My favourite was when an rsync script went rogue and started deleted the entire /job directory in reverse alphabet order. Mama-mia[1] was totally wiped out, as was Wanted (that was missing some backups, so some poor fucker had to go round fishing assets out of /tmp, from around 2000 machines.)
From what I recall (this was ~2008) There was some confusion as to what was doing the deleting. Because we had at the time a large(100 or 300tb[2]) lustre file system, it didn't really give you that many clues. They had to wait till it went on a plain old NFS box before they could figure out what was causing it.
Another time honoured classic is matte painters on OSX boxes accidentally dragging whole film directories into random places.
[1]some films have code names, hence why this was first
[2]That lustre was big, physically and IO, it could sustain something like 2-5 gigabytes a second, It had at least 12 racks of disks. Now a 4u disk shelf and one server can do ~2gigabyes sustained
There was another incident where there was a script that ran out of cron to cleanup old files in /tmp, and someone NFS mounted a production volume into /tmp...
Eventually we put tarpit directories at the top of each filesystem (a directory with 1000 subdirectories each with 1000 subdirectories, several layers deep) to try and catch deletes like the one you saw, then we would alert if any directories in there were deleted so we could frantically try and figure out which workstation was doing the damage.
Second, there were very large nearlines that took hourly snapshots. Finally, lots and lots of tape for archive.
> The command that had been run was most likely ‘rm -r -f *’, which—roughly speaking—commands the system to begin removing every file below the current directory. This is commonly used to clear out a subset of unwanted files. Unfortunately, someone on the system had run the command at the root level of the Toy Story 2 project and the system was recursively tracking down through the file structure and deleting its way out like a worm eating its way out from the core of an apple.
That's my theory as to what they did.
it's one thing to shoot yourself in the foot, but without safe-rm you (or someone else less cautious) will eventually fire the accidental head-shot. it's happened to me a couple times; but never again since I started using safe-rm everywhere.
[1] http://serverfault.com/questions/337082/how-do-i-prevent-acc...
Under some shells (eg bash) that will expand to include `..` and `.`.
Hopefully, it was not at the root directory and we have frequent snapshots.
Edit: What would have been much more worse, if I had done it, would have been
instead ofIn other words, the data is still there in the flash, but only the SSD firmware (and physical access) has access to it.

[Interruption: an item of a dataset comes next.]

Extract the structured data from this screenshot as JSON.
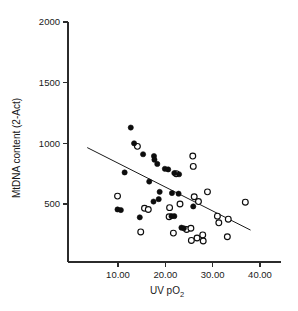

I remember that Apple removed the "Secure Empty Trash" feature in OS X 10.11 because they didn't feel like they could guarantee secure deletion with their new fast SSDs present in most of their computers.

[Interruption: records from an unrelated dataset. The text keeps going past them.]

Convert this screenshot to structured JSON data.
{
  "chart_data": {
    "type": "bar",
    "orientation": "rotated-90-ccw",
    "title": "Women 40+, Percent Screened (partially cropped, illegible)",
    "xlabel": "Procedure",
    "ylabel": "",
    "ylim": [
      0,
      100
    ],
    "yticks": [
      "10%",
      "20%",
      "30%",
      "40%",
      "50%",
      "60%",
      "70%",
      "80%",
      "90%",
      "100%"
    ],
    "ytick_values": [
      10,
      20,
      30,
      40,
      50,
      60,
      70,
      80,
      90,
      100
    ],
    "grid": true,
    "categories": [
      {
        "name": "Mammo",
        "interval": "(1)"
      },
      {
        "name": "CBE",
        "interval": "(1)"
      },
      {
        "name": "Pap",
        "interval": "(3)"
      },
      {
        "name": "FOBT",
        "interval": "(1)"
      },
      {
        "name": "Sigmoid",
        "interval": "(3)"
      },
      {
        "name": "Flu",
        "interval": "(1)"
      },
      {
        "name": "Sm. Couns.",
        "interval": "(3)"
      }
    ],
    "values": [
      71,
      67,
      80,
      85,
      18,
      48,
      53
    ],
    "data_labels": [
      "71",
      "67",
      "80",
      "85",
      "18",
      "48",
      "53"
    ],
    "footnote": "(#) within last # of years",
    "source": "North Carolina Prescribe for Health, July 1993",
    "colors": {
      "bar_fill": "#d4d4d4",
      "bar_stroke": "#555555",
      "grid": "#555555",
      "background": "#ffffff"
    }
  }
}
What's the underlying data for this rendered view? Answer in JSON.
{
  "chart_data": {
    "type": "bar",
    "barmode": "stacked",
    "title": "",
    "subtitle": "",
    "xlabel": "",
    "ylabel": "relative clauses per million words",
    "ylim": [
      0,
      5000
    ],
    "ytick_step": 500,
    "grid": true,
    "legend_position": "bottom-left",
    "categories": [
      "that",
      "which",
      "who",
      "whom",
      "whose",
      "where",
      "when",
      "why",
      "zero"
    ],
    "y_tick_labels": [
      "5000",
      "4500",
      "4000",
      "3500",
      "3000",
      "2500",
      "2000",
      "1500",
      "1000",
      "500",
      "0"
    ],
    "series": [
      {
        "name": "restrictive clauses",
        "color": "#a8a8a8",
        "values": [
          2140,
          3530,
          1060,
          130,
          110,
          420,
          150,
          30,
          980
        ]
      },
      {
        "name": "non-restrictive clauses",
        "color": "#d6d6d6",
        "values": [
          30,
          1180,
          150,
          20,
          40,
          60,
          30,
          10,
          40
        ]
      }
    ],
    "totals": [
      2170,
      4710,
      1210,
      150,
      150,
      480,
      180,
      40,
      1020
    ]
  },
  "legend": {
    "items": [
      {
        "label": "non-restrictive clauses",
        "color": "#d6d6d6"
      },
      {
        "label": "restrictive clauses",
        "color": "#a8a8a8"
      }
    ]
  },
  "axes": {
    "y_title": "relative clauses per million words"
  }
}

I believe it was in this talk that he says the best work he ever did was when he scrapped and started over. Which from practice I think we can all admit that while its the hardest to do, it is always for the best.

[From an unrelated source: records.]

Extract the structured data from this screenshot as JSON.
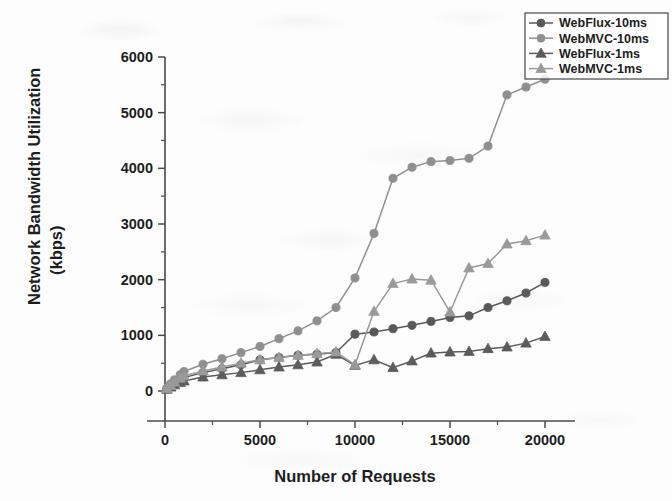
{
  "chart_data": {
    "type": "line",
    "title": "",
    "xlabel": "Number of Requests",
    "ylabel_line1": "Network Bandwidth Utilization",
    "ylabel_line2": "(kbps)",
    "xlim": [
      0,
      20000
    ],
    "ylim": [
      0,
      6000
    ],
    "xticks": [
      0,
      5000,
      10000,
      15000,
      20000
    ],
    "xtick_labels": [
      "0",
      "5000",
      "10000",
      "15000",
      "20000"
    ],
    "yticks": [
      0,
      1000,
      2000,
      3000,
      4000,
      5000,
      6000
    ],
    "ytick_labels": [
      "0",
      "1000",
      "2000",
      "3000",
      "4000",
      "5000",
      "6000"
    ],
    "x_minor_step": 2500,
    "y_minor_step": 500,
    "grid": false,
    "legend_position": "top-right",
    "series": [
      {
        "name": "WebFlux-10ms",
        "marker": "circle",
        "color": "#595959",
        "x": [
          100,
          300,
          500,
          800,
          1000,
          2000,
          3000,
          4000,
          5000,
          6000,
          7000,
          8000,
          9000,
          10000,
          11000,
          12000,
          13000,
          14000,
          15000,
          16000,
          17000,
          18000,
          19000,
          20000
        ],
        "y": [
          40,
          90,
          140,
          200,
          240,
          330,
          400,
          470,
          560,
          600,
          640,
          660,
          690,
          1020,
          1060,
          1120,
          1180,
          1250,
          1320,
          1350,
          1500,
          1620,
          1760,
          1950
        ]
      },
      {
        "name": "WebMVC-10ms",
        "marker": "circle",
        "color": "#8f8f8f",
        "x": [
          100,
          300,
          500,
          800,
          1000,
          2000,
          3000,
          4000,
          5000,
          6000,
          7000,
          8000,
          9000,
          10000,
          11000,
          12000,
          13000,
          14000,
          15000,
          16000,
          17000,
          18000,
          19000,
          20000
        ],
        "y": [
          50,
          130,
          200,
          290,
          350,
          480,
          580,
          690,
          800,
          940,
          1080,
          1260,
          1500,
          2030,
          2830,
          3820,
          4020,
          4120,
          4140,
          4180,
          4400,
          5320,
          5460,
          5600
        ]
      },
      {
        "name": "WebFlux-1ms",
        "marker": "triangle",
        "color": "#5c5c5c",
        "x": [
          100,
          300,
          500,
          800,
          1000,
          2000,
          3000,
          4000,
          5000,
          6000,
          7000,
          8000,
          9000,
          10000,
          11000,
          12000,
          13000,
          14000,
          15000,
          16000,
          17000,
          18000,
          19000,
          20000
        ],
        "y": [
          30,
          70,
          110,
          150,
          180,
          250,
          290,
          330,
          380,
          430,
          470,
          520,
          660,
          460,
          560,
          420,
          540,
          680,
          700,
          710,
          760,
          790,
          860,
          980
        ]
      },
      {
        "name": "WebMVC-1ms",
        "marker": "triangle",
        "color": "#9a9a9a",
        "x": [
          100,
          300,
          500,
          800,
          1000,
          2000,
          3000,
          4000,
          5000,
          6000,
          7000,
          8000,
          9000,
          10000,
          11000,
          12000,
          13000,
          14000,
          15000,
          16000,
          17000,
          18000,
          19000,
          20000
        ],
        "y": [
          45,
          100,
          160,
          230,
          270,
          360,
          430,
          500,
          560,
          600,
          640,
          670,
          700,
          470,
          1430,
          1930,
          2010,
          1990,
          1420,
          2210,
          2290,
          2640,
          2700,
          2800
        ]
      }
    ]
  },
  "legend": {
    "entries": [
      {
        "label": "WebFlux-10ms"
      },
      {
        "label": "WebMVC-10ms"
      },
      {
        "label": "WebFlux-1ms"
      },
      {
        "label": "WebMVC-1ms"
      }
    ]
  }
}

Not necessarily. People often underestimate (in engineering fields) how much work it will take to rebuild something. In software there is a high degree of creativity which can have large downstream effects. You need to architect your system in such a way to make it possible to replace components when needed, this is where strong separation of concerns is important.
One thing that I've seen happen time and again is an organization bifurcating itself, so that there is one team working on the new cool replacement, and the other working on the old dead thing that everyone hates. Needless to say this creates anymosity and serverely limits an organizations ability to respond to customer demands.
Starting over should be taken very seriously.